Seven years ago, Jenne Giles was a San Francisco painter and sculptor who didn’t know felting existed. Now she works almost exclusively in the medium, stretching the possibilities of felt in fashion.
There’s a soft-sculpture aspect to wet felting that is attractive to Giles, who sells her ruffled scarves in museum gift shops and online at the Artful Home. It’s tactile and hands-on, like working in clay, she says.
"It incorporates all the things that I love," says Giles, author of "Felt Fashion: Couture Projects from Garments to Accessories" (Quarry Books, 2010).
"It’s an ancient medium," she adds. "It’s right there at the dawn of mankind, after making clothing from leather and sinew."
Felting has two methods: Needle felting uses a barbed needle that pokes dry wool roving — raw fleece — into place. It’s often used to make cute critters and dolls. Needle felting is not as permanent or sturdy as wet felting, which uses hot, soapy water and agitation to enmesh wool fibers so tightly that they cannot be pulled apart.
Many artists combine wool with other fibers, such as silk, in their wet-felted projects.
Yet another method that is often called felting involves agitating a knitted wool item, such as a bag or scarf, in soapy, warm water to compact its fibers, shrinking it. But in the felting community, this method is set apart as "fulling." Whereas needle and wet felting begin with wool roving, the knitting-and-fulling process uses wool yarn.
Leah Adams combines needle and wet felting in colorful geodes, and sells kits for them at her Etsy shop, kneek (short for "knitting geek"), or SpiderFelt.
Adams moved her art studio out of her Seattle home nine months ago, and just moved it again — to gain more felting space. "I have not exhausted everything I can imagine," she says.
In the five years she’s been felting, Adams has made her share of scarves so she’s turning to larger, more time-consuming projects like wall hangings.
She encourages non-felters to give it a try.
"The materials are cheap. It’s not a huge investment in time. It’s easy to try," she says.
Many felters say it’s the transformative nature of wool felting that attracts them. "It’s a pretty magical experience to start with a raw material and create a textile out of it," says LeBrie Rich, of Portland, Ore., who’s been felting full-time for five years.
Rich makes scarves and accessories — a faux-watch cuff, for example — but confesses to a love of felted desserts; view her four-layer cake and three years of felted Thanksgiving dinners created for a Portland knitting store at her website, LeBrie.
Giles, too, sees magic in wool fibers being transformed from a loose state to a tightly entangled one. The texture changes, and colors deepen.
"There is kind of a moment in felt-making where before the wool becomes matted, it looks exactly like paint strokes," she says.
Needle-felting several colors into a ball — or into one of Adams’ geodes — provides another avenue for surprise when the ball or geode is cut open. This is fun to do with children, who can start needle felting as young as 4 and 5 with adult supervision, according to Adams.
A felted scarf is another good beginner’s project, says Rich. All you need to get started is wool roving, soap and hot water.
Learn how to do either felting technique by viewing tutorials online, including on YouTube. The International Feltmakers Association explains materials and techniques, while FeltUnited, a non-profit that connects felt artists worldwide, posts an eclectic online gallery of works.
Adams suggests perusing the web links at "Feltmaker’s Links FAQ," provided by Feltmakers, an online discussion group. She recommends reading "Uniquely Felt" (Storey Publishing, 2007), by Christine White, to learn basic techniques.
Buy wool roving at yarn or crafts stores, or online at Etsy, New England Felting Supply (owned by White) or Outback Fibers, which also posts instructional videos.
Giles foresees continued innovations in felting."I think there are a lot of unexplored possibilities for it," she says. "We’re at a real beginning stage in the Renaissance of felt-making, of what’s possible."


### What is expected
Report all lines of the records that contain "Sunlight".

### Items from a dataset
+++++

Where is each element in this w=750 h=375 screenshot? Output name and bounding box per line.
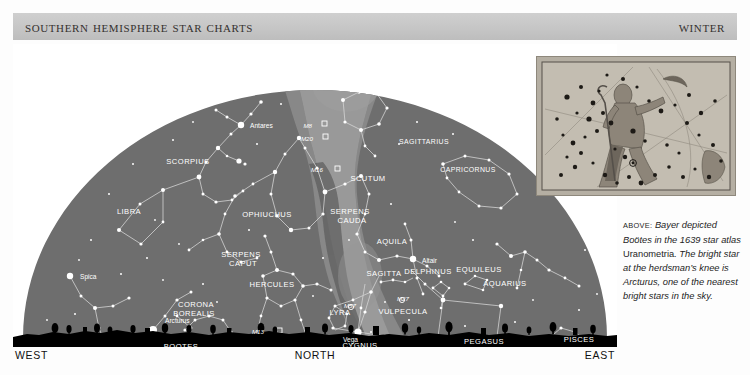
constellation-label: SERPENS (330, 207, 369, 216)
constellation-label: EQUULEUS (456, 265, 501, 274)
page-header: Southern Hemisphere Star Charts Winter (13, 13, 737, 40)
direction-west: WEST (15, 349, 48, 361)
constellation-label: AQUILA (377, 237, 408, 246)
constellation-label: PISCES (564, 335, 595, 344)
constellation-label: CORONA (178, 300, 215, 309)
star-label: Altair (422, 257, 438, 264)
constellation-label: SCUTUM (350, 174, 385, 183)
star-chart-page: Southern Hemisphere Star Charts Winter (0, 0, 750, 375)
sky-chart: SCORPIUSLIBRAOPHIUCHUSSERPENSCAPUTSERPEN… (13, 44, 617, 347)
direction-east: EAST (585, 349, 615, 361)
caption-atlas-name: Uranometria (623, 249, 674, 259)
constellation-label: HERCULES (250, 280, 295, 289)
sky-chart-svg: SCORPIUSLIBRAOPHIUCHUSSERPENSCAPUTSERPEN… (13, 44, 617, 347)
constellation-label: CAUDA (338, 216, 367, 225)
constellation-label: VULPECULA (378, 307, 428, 316)
bootes-engraving-svg (537, 57, 735, 195)
constellation-label: PEGASUS (464, 337, 504, 346)
constellation-label: SERPENS (221, 250, 260, 259)
star-label: Antares (250, 122, 273, 129)
constellation-label: AQUARIUS (483, 279, 526, 288)
constellation-label: CAPUT (229, 259, 257, 268)
compass-labels: WEST NORTH EAST (13, 349, 617, 365)
star-label: Arcturus (165, 317, 190, 324)
deep-sky-label: M57 (344, 302, 357, 309)
season-label: Winter (679, 18, 725, 36)
deep-sky-label: M8 (303, 122, 312, 129)
bootes-engraving-inset (536, 56, 736, 196)
constellation-label: CAPRICORNUS (440, 166, 495, 173)
caption-lead: ABOVE: (623, 221, 652, 230)
constellation-label: OPHIUCHUS (242, 210, 292, 219)
constellation-label: LYRA (329, 308, 351, 317)
deep-sky-label: M27 (397, 295, 410, 302)
deep-sky-label: M13 (252, 328, 265, 335)
direction-north: NORTH (295, 349, 336, 361)
inset-caption: ABOVE: Bayer depicted Boötes in the 1639… (623, 218, 741, 304)
deep-sky-label: M20 (301, 135, 314, 142)
star-label: Vega (343, 336, 358, 344)
constellation-label: SCORPIUS (166, 157, 209, 166)
constellation-label: BOOTES (164, 342, 198, 347)
deep-sky-label: M16 (311, 166, 324, 173)
constellation-label: SAGITTA (366, 269, 402, 278)
constellation-label: DELPHINUS (404, 267, 452, 276)
constellation-label: SAGITTARIUS (399, 138, 449, 145)
star-label: Spica (80, 273, 97, 281)
page-title: Southern Hemisphere Star Charts (25, 18, 253, 36)
constellation-label: LIBRA (117, 207, 142, 216)
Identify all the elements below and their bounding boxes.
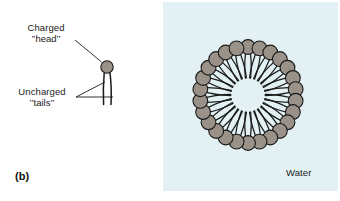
- label-uncharged-tails-line2: ’’tails’’: [10, 97, 74, 108]
- label-charged-head-line2: ’’head’’: [18, 33, 74, 44]
- panel-letter: (b): [15, 170, 29, 182]
- figure-panel-b: Charged ’’head’’ Uncharged ’’tails’’ Wat…: [0, 0, 340, 201]
- label-uncharged-tails-line1: Uncharged: [10, 86, 74, 97]
- label-charged-head-line1: Charged: [18, 22, 74, 33]
- micelle-head-circle: [229, 41, 244, 56]
- label-uncharged-tails: Uncharged ’’tails’’: [10, 86, 74, 108]
- label-charged-head: Charged ’’head’’: [18, 22, 74, 44]
- micelle-head-group: [193, 40, 303, 151]
- label-water: Water: [286, 167, 311, 178]
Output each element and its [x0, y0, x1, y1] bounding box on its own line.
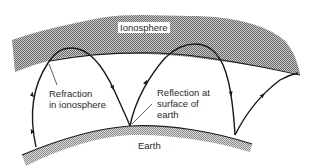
- refraction-label-line-1: Refraction: [49, 88, 106, 99]
- refraction-label: Refraction in ionosphere: [49, 88, 106, 110]
- earth-surface: [22, 126, 252, 166]
- radio-wave-path-3: [235, 73, 298, 135]
- earth-label: Earth: [138, 140, 161, 151]
- ionosphere-label: Ionosphere: [118, 22, 170, 33]
- reflection-label-line-2: surface of: [157, 98, 210, 109]
- reflection-label-line-3: earth: [157, 109, 210, 120]
- refraction-leader-line: [49, 64, 57, 85]
- reflection-label-line-1: Reflection at: [157, 87, 210, 98]
- refraction-label-line-2: in ionosphere: [49, 99, 106, 110]
- reflection-label: Reflection at surface of earth: [157, 87, 210, 120]
- arrow-icon: [32, 94, 33, 100]
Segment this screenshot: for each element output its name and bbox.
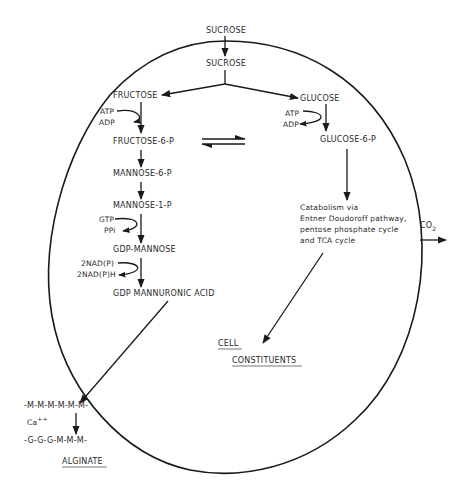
atp-label-glucose: ATP (285, 109, 300, 118)
catabolism-text: Catabolism via Entner Doudoroff pathway,… (300, 203, 407, 245)
alginate-pathway-diagram: SUCROSE SUCROSE FRUCTOSE ATP ADP FRUCTOS… (0, 0, 469, 491)
equilibrium-arrows (201, 135, 246, 148)
alginate-chain-bottom: -G-G-G-M-M-M- (24, 436, 87, 445)
nad-cofactor-arrow (118, 263, 138, 275)
fructose-label: FRUCTOSE (113, 91, 158, 100)
constituents-label: CONSTITUENTS (232, 356, 296, 365)
adp-label-glucose: ADP (283, 120, 299, 129)
sucrose-internal-label: SUCROSE (206, 59, 246, 68)
calcium-ion-label: Ca++ (27, 415, 48, 427)
mannose-6-p-label: MANNOSE-6-P (113, 169, 172, 178)
alginate-label: ALGINATE (62, 457, 103, 466)
alginate-chain-top: -M-M-M-M-M-M- (24, 401, 88, 410)
svg-text:and TCA cycle: and TCA cycle (300, 236, 356, 245)
gtp-label: GTP (99, 215, 115, 224)
svg-text:Catabolism via: Catabolism via (300, 203, 358, 212)
svg-text:pentose phosphate cycle: pentose phosphate cycle (300, 225, 399, 234)
nadp-label: 2NAD(P) (81, 259, 114, 268)
co2-label: CO2 (420, 221, 436, 232)
mannose-1-p-label: MANNOSE-1-P (113, 201, 172, 210)
ppi-label: PPi (104, 226, 116, 235)
fructose-6-p-label: FRUCTOSE-6-P (113, 137, 174, 146)
glucose-label: GLUCOSE (300, 94, 340, 103)
sucrose-external-label: SUCROSE (206, 26, 246, 35)
arrow-to-glucose (225, 84, 298, 98)
nadph-label: 2NAD(P)H (77, 270, 116, 279)
gdp-mannuronic-acid-label: GDP MANNURONIC ACID (113, 289, 215, 298)
glucose-atp-adp-arrow (300, 111, 321, 124)
svg-text:Entner Doudoroff pathway,: Entner Doudoroff pathway, (300, 214, 407, 223)
atp-adp-cofactor-arrow (117, 111, 140, 122)
arrow-catabolism-to-constituents (263, 253, 323, 343)
adp-label-fructose: ADP (99, 118, 115, 127)
gtp-ppi-cofactor-arrow (115, 219, 137, 231)
arrow-gdpma-to-alginate (80, 301, 168, 403)
cell-boundary (49, 41, 422, 473)
cell-label: CELL (218, 339, 239, 348)
atp-label-fructose: ATP (100, 107, 115, 116)
glucose-6-p-label: GLUCOSE-6-P (320, 135, 376, 144)
arrow-to-fructose (162, 84, 225, 95)
gdp-mannose-label: GDP-MANNOSE (113, 245, 176, 254)
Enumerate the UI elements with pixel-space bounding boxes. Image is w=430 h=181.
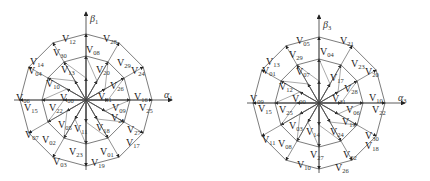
vector-label: V07 [25, 130, 39, 142]
vector-label: V02 [343, 150, 357, 162]
vector-label: V22 [49, 103, 63, 115]
vector-label: V13 [61, 65, 75, 77]
vector-label: V00 [292, 94, 306, 106]
vector-label: V04 [28, 66, 42, 78]
vector-label: V05 [296, 36, 310, 48]
vector-label: V20 [365, 67, 379, 79]
vector-label: V19 [342, 117, 356, 129]
vector-label: V23 [351, 59, 365, 71]
vector-label: V11 [262, 135, 276, 147]
vector-label: V15 [258, 104, 272, 116]
alpha3-axis-label: α3 [398, 93, 407, 105]
vector-label: V20 [96, 65, 110, 77]
vector-label: V02 [42, 135, 56, 147]
vector-label: V06 [346, 105, 360, 117]
vector-label: V12 [279, 82, 293, 94]
vector-label: V18 [365, 141, 379, 153]
beta3-axis-label: β3 [323, 20, 331, 32]
vector-label: V25 [279, 105, 293, 117]
vector-label: V19 [91, 158, 105, 170]
vector-label: V10 [297, 160, 311, 172]
diagram-alpha3-beta3: β3 α3 V05V21V29V04V13V23V20V01V07V17V12V… [215, 0, 430, 181]
vector-label: V29 [117, 58, 131, 70]
vector-label: V27 [310, 150, 324, 162]
vector-label: V08 [278, 139, 292, 151]
vector-label: V01 [262, 66, 276, 78]
vector-label: V26 [110, 81, 124, 93]
vector-label: V18 [96, 123, 110, 135]
vector-label: V28 [103, 34, 117, 46]
vector-label: V17 [330, 73, 344, 85]
vector-label: V27 [127, 125, 141, 137]
vector-label: V26 [335, 163, 349, 175]
beta1-axis-label: β1 [90, 14, 98, 26]
vector-label: V17 [126, 138, 140, 150]
vector-label: V08 [86, 45, 100, 57]
vector-label: V03 [289, 121, 303, 133]
vector-label: V24 [131, 66, 145, 78]
vector-label: V29 [289, 50, 303, 62]
vector-label: V04 [320, 47, 334, 59]
vector-label: V11 [74, 124, 88, 136]
alpha1-axis-label: α1 [164, 90, 173, 102]
vector-label: V05 [58, 120, 72, 132]
vector-label: V22 [372, 105, 386, 117]
vector-label: V25 [139, 103, 153, 115]
vector-label: V31 [332, 94, 346, 106]
vector-label: V14 [306, 127, 320, 139]
vector-label: V03 [53, 157, 67, 169]
vector-label: V10 [46, 79, 60, 91]
vector-label: V21 [340, 36, 354, 48]
vector-label: V21 [111, 113, 125, 125]
diagram-alpha1-beta1: β1 α1 V12V28V30V08V14V29V24V04V13V20V10V… [0, 0, 215, 181]
vector-label: V28 [344, 84, 358, 96]
vector-label: V31 [98, 92, 112, 104]
vector-label: V07 [296, 67, 310, 79]
vector-label: V30 [53, 48, 67, 60]
vector-label: V12 [62, 34, 76, 46]
vector-label: V01 [100, 147, 114, 159]
vector-label: V24 [330, 127, 344, 139]
vector-label: V15 [24, 103, 38, 115]
vector-label: V23 [69, 147, 83, 159]
vector-label: V10 [369, 93, 383, 105]
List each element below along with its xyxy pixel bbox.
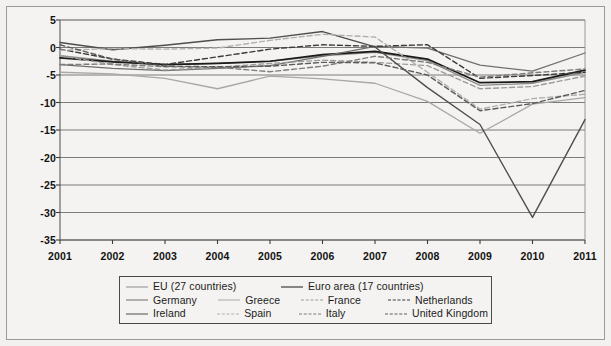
x-tick-label: 2007 (349, 250, 401, 262)
x-tick-label: 2005 (244, 250, 296, 262)
legend-line-swatch-spain (217, 309, 239, 319)
x-tick-label: 2004 (192, 250, 244, 262)
x-tick-label: 2011 (559, 250, 611, 262)
chart-legend: EU (27 countries)Euro area (17 countries… (119, 276, 492, 324)
legend-item-ireland[interactable]: Ireland (126, 308, 217, 319)
x-tick-label: 2006 (297, 250, 349, 262)
legend-label: Netherlands (415, 295, 473, 306)
x-tick-label: 2009 (454, 250, 506, 262)
legend-item-germany[interactable]: Germany (126, 295, 218, 306)
legend-item-euro-area-17[interactable]: Euro area (17 countries) (281, 281, 481, 292)
legend-label: EU (27 countries) (153, 281, 236, 292)
legend-item-eu-27[interactable]: EU (27 countries) (126, 281, 281, 292)
legend-row: EU (27 countries)Euro area (17 countries… (126, 280, 485, 294)
legend-label: Greece (245, 295, 280, 306)
legend-item-netherlands[interactable]: Netherlands (388, 295, 485, 306)
legend-label: Spain (244, 308, 271, 319)
legend-label: Euro area (17 countries) (308, 281, 424, 292)
legend-item-france[interactable]: France (301, 295, 388, 306)
legend-label: Ireland (153, 308, 186, 319)
legend-label: Germany (153, 295, 197, 306)
legend-item-italy[interactable]: Italy (299, 308, 385, 319)
legend-item-united-kingdom[interactable]: United Kingdom (385, 308, 485, 319)
legend-label: United Kingdom (412, 308, 488, 319)
x-tick-label: 2001 (34, 250, 86, 262)
x-tick-label: 2002 (87, 250, 139, 262)
legend-label: Italy (326, 308, 346, 319)
legend-line-swatch-eu-27 (126, 282, 148, 292)
x-tick-label: 2003 (139, 250, 191, 262)
x-tick-label: 2010 (507, 250, 559, 262)
legend-line-swatch-italy (299, 309, 321, 319)
legend-item-greece[interactable]: Greece (218, 295, 300, 306)
legend-line-swatch-greece (218, 295, 240, 305)
legend-line-swatch-euro-area-17 (281, 282, 303, 292)
legend-label: France (328, 295, 361, 306)
legend-line-swatch-france (301, 295, 323, 305)
legend-row: IrelandSpainItalyUnited Kingdom (126, 307, 485, 321)
legend-line-swatch-germany (126, 295, 148, 305)
x-tick-label: 2008 (402, 250, 454, 262)
legend-row: GermanyGreeceFranceNetherlands (126, 294, 485, 308)
legend-line-swatch-ireland (126, 309, 148, 319)
legend-line-swatch-netherlands (388, 295, 410, 305)
chart-figure: 50-5-10-15-20-25-30-35 20012002200320042… (0, 0, 611, 346)
legend-item-spain[interactable]: Spain (217, 308, 299, 319)
legend-line-swatch-united-kingdom (385, 309, 407, 319)
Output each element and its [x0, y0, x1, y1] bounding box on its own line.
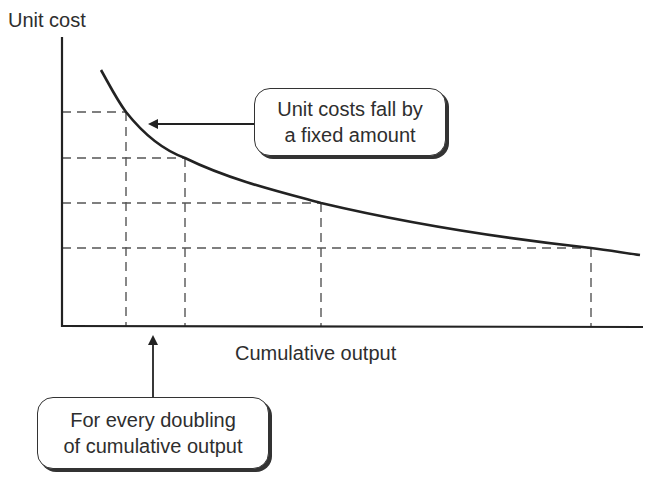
callout-doubling: For every doubling of cumulative output: [37, 397, 269, 469]
callout-doubling-line2: of cumulative output: [38, 433, 268, 459]
y-axis-label: Unit cost: [8, 9, 86, 32]
x-axis: [61, 326, 643, 327]
callout-cost-fall-line1: Unit costs fall by: [255, 96, 445, 122]
callout-cost-fall: Unit costs fall by a fixed amount: [254, 88, 446, 156]
callout-doubling-line1: For every doubling: [38, 407, 268, 433]
x-axis-label: Cumulative output: [235, 342, 396, 365]
callout-cost-fall-line2: a fixed amount: [255, 122, 445, 148]
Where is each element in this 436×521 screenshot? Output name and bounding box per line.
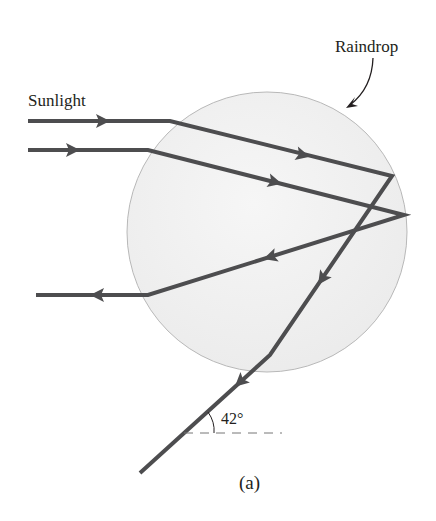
rainbow-raindrop-diagram: Sunlight Raindrop 42° (a) [0, 0, 436, 521]
angle-arc [208, 412, 214, 433]
sunlight-label: Sunlight [28, 91, 86, 110]
raindrop-pointer [350, 58, 373, 105]
raindrop-circle [127, 92, 407, 372]
figure-caption: (a) [239, 472, 260, 494]
raindrop-label: Raindrop [335, 37, 398, 56]
angle-label: 42° [221, 410, 243, 427]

+++++

### Expected answer
rainbow-raindrop-diagram: Sunlight Raindrop 42° (a) [0, 0, 436, 521]
sunlight-label: Sunlight [28, 91, 86, 110]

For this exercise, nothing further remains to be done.